I started programming in PHP sometime before last Christmas. Before that, I had done some development with Access/VBA (1-2 years). I have a BA in Art History and a masters in Music Composition. I've been studying up on OOP with PHP 5.3, Zend Framework and some design pattern textbooks, and I'm starting to feel comfortable, conversant.
I work for a bank, unfortunately. I say unfortunately simply because I'm not really in a bona fide technical role at the bank (although my manager really supports my development work, probably b/c I work for peanuts), and most of the job openings here I would apply for are for .Net or Java.
I'm really enjoying myself, though, and I'm finishing up my first complete ZF application here at work. But I'm at a point where I'd love to start learning something different and new. I want to be excited about it, but I also want to be realistic/strategic about this, because I haven't been able to land a "real" developer job, and that is my goal (I don't care what language, or even what working environment at this point--I don't have any real experience with working as a developer yet to know what I like best, honestly. I just know I need to be part of a team now--no more working alone in the dark).
I've heard people say that it's best to learn several languages vs. sticking to the same one (especially if it's PHP, for some reason).

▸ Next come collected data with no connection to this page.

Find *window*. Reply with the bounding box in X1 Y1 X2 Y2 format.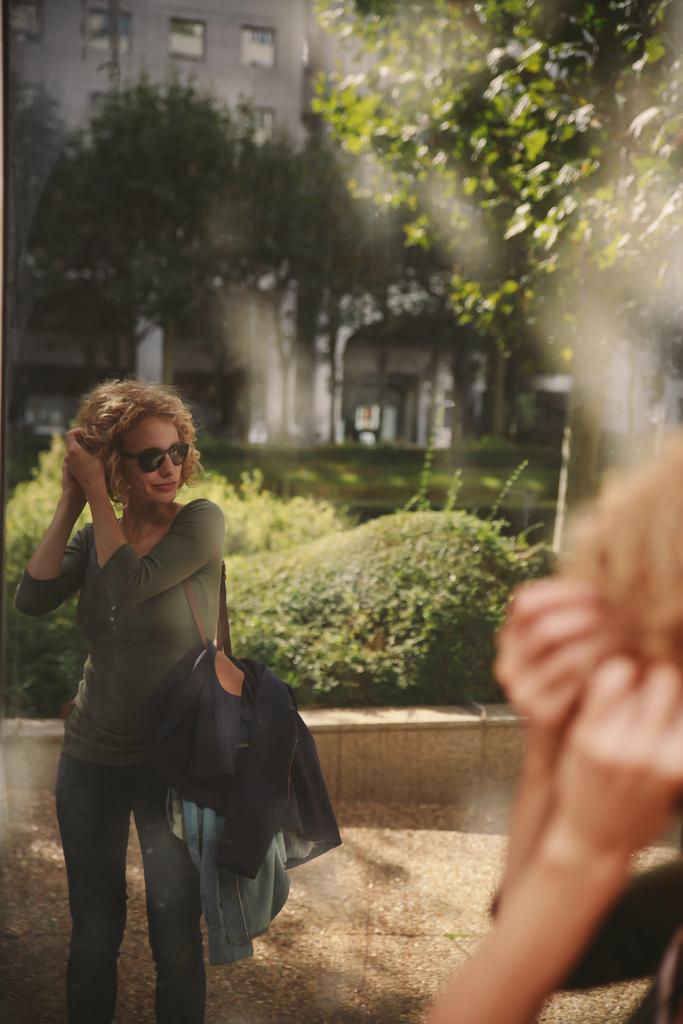
0 0 52 42.
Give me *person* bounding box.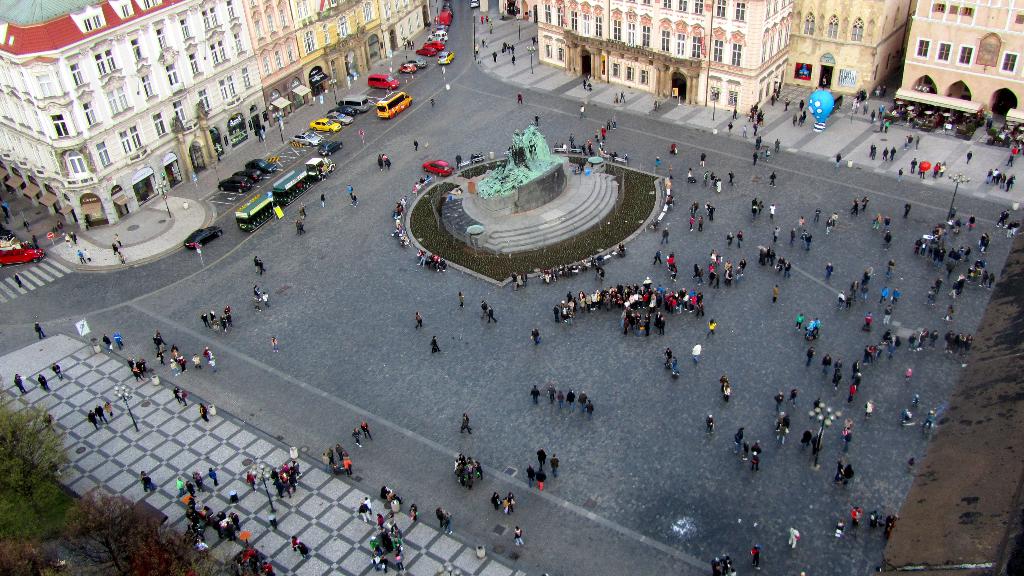
904 205 911 216.
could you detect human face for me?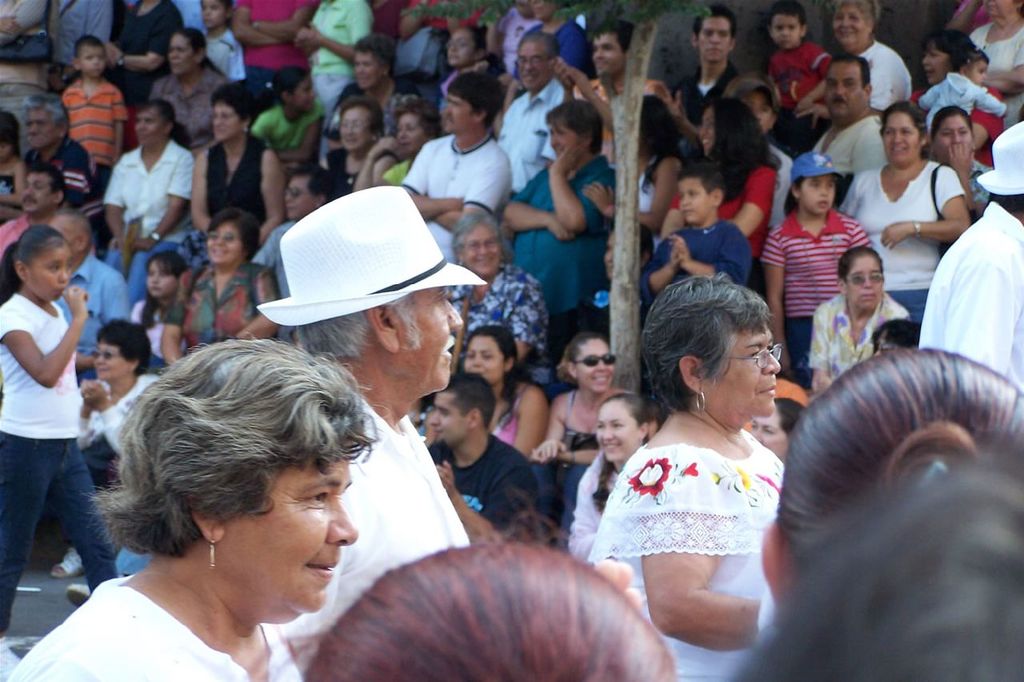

But I've also heard the opposite. My question then has to do with that: what best complements a 0+ years professional experience PHP developer who wants to learn something new, but aim for being marketable? Should I learn other PHP tools like Drupal, Joomla, Wordpress? Or should I learn a different scripting language, such as Groovy, Python or Ruby? Or should I go for a language more like Java or C# (or even Objective-C)?
I'll have fun either way, I just want to be sure I'm not diversifying too much (or not enough), impeding my chances for a first real gig. How should I go about making myself marketable?